The website’s first ever report into the renting of rooms shows that demand went up by 123 percent during the first six months of this year, which is more than double the number of searches conducted via the site during the same period of last year. The website’s data further shows that room rental prices went up by nine percent over the past 12 months, and now sit at an average of €220 a month.
The biggest rises in price were registered in Lisbon and Porto, where a room in a shared property costs around €257 per month and €209 per month respectively.
Research into renter profiles concluded Portugal’s house-sharers are generally aged around 31 and live in city centres, they don’t smoke and don’t have (nor are they allowed) pets.
The majority of Lisbon’s room-renters were closest to the average age group, whereas Coimbra had the youngest tenants, largely due to the city’s vast university student population.

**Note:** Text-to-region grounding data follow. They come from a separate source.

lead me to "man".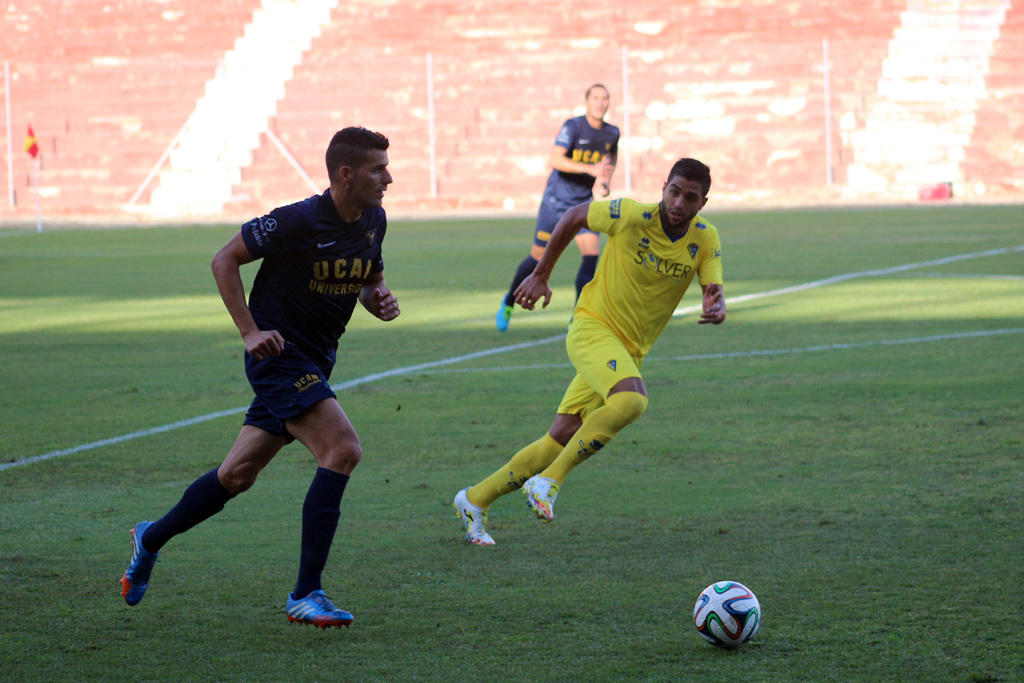
Lead to left=133, top=129, right=408, bottom=631.
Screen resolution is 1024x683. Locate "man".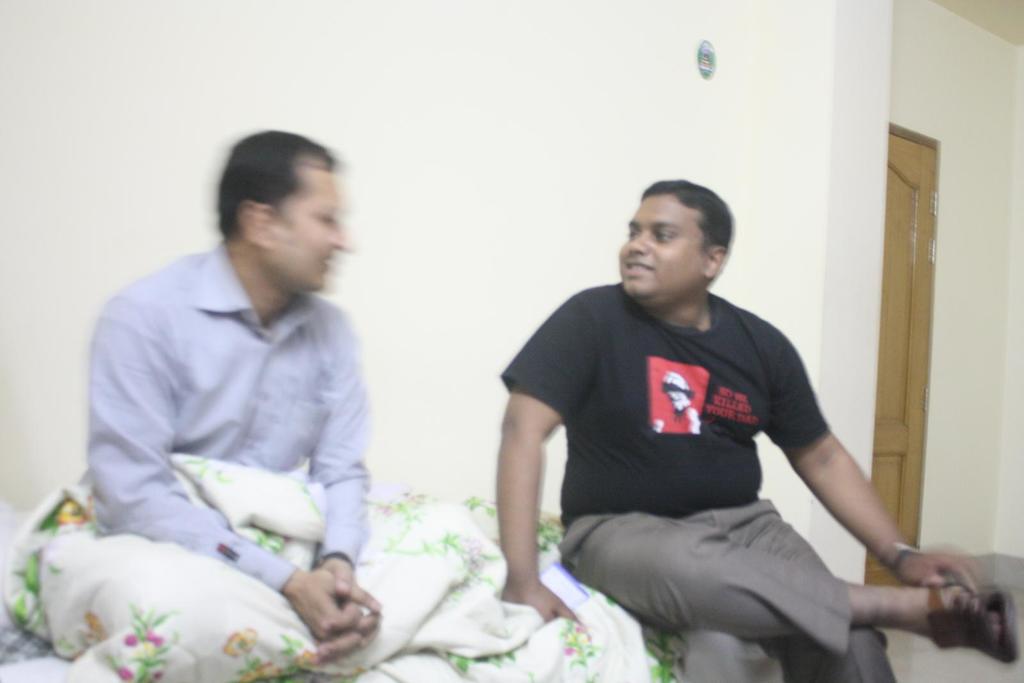
[492, 179, 1021, 682].
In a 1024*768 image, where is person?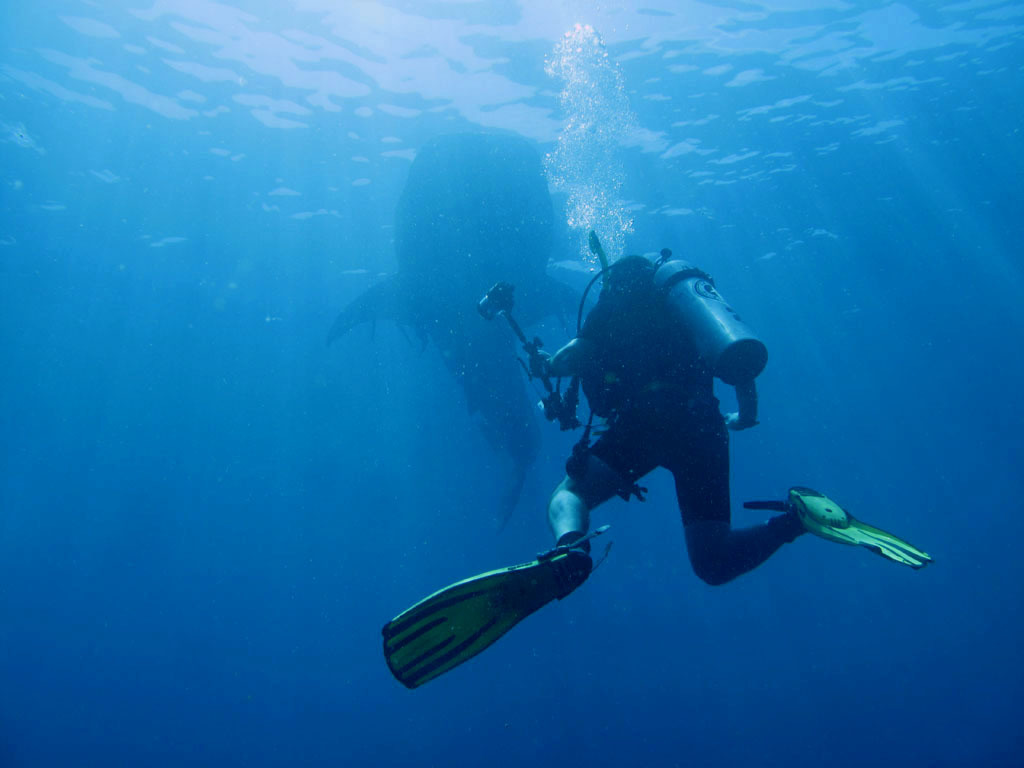
(427, 179, 859, 713).
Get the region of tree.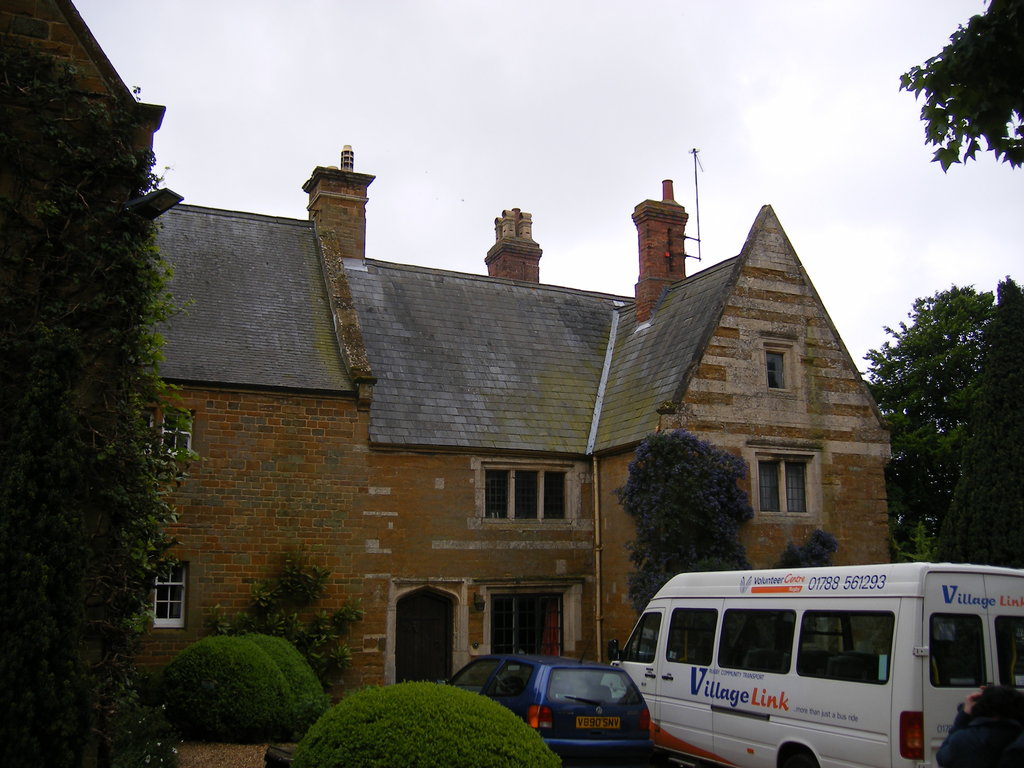
(left=18, top=53, right=196, bottom=696).
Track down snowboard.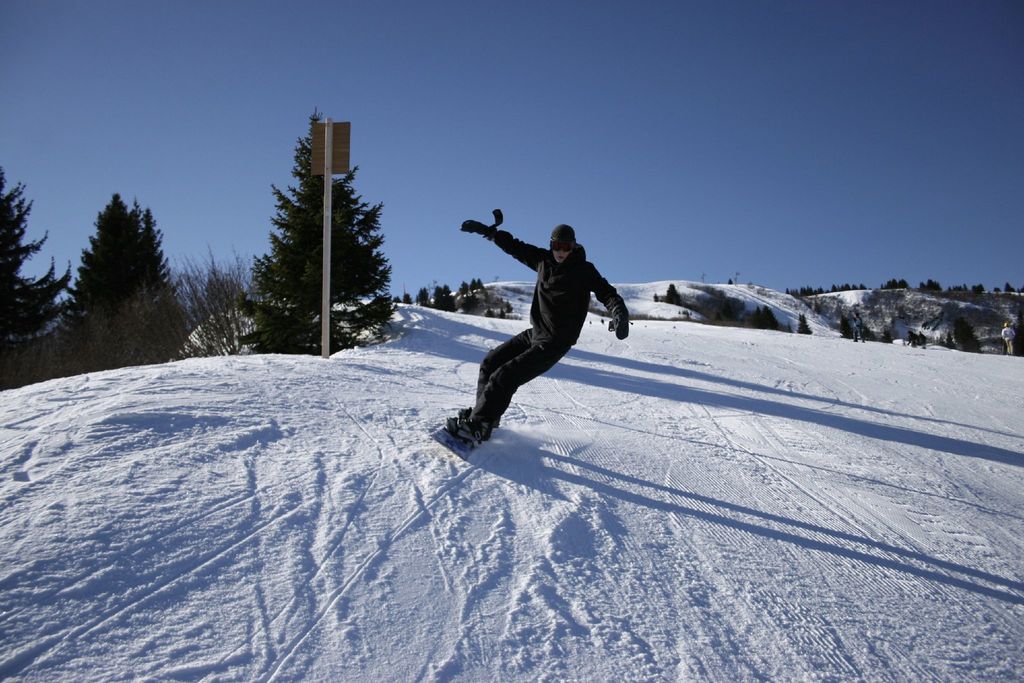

“Ninety-three percent of households have tenants of both sexes, six percent house only females and one percent are exclusively male,” reads the report, which indicates that the rental of rooms is no longer an option limited to students.
The renting of rooms is, the report claims, now “also the option chosen by young people starting out on the labour market, and in some cases even later on.”
“On the other hand, home-sharing continues to be a stimulus for many young people wanting to be independent and leave the parental home, a trend that is expected to increase in coming years,” the analysis of Idealista’s study elaborates.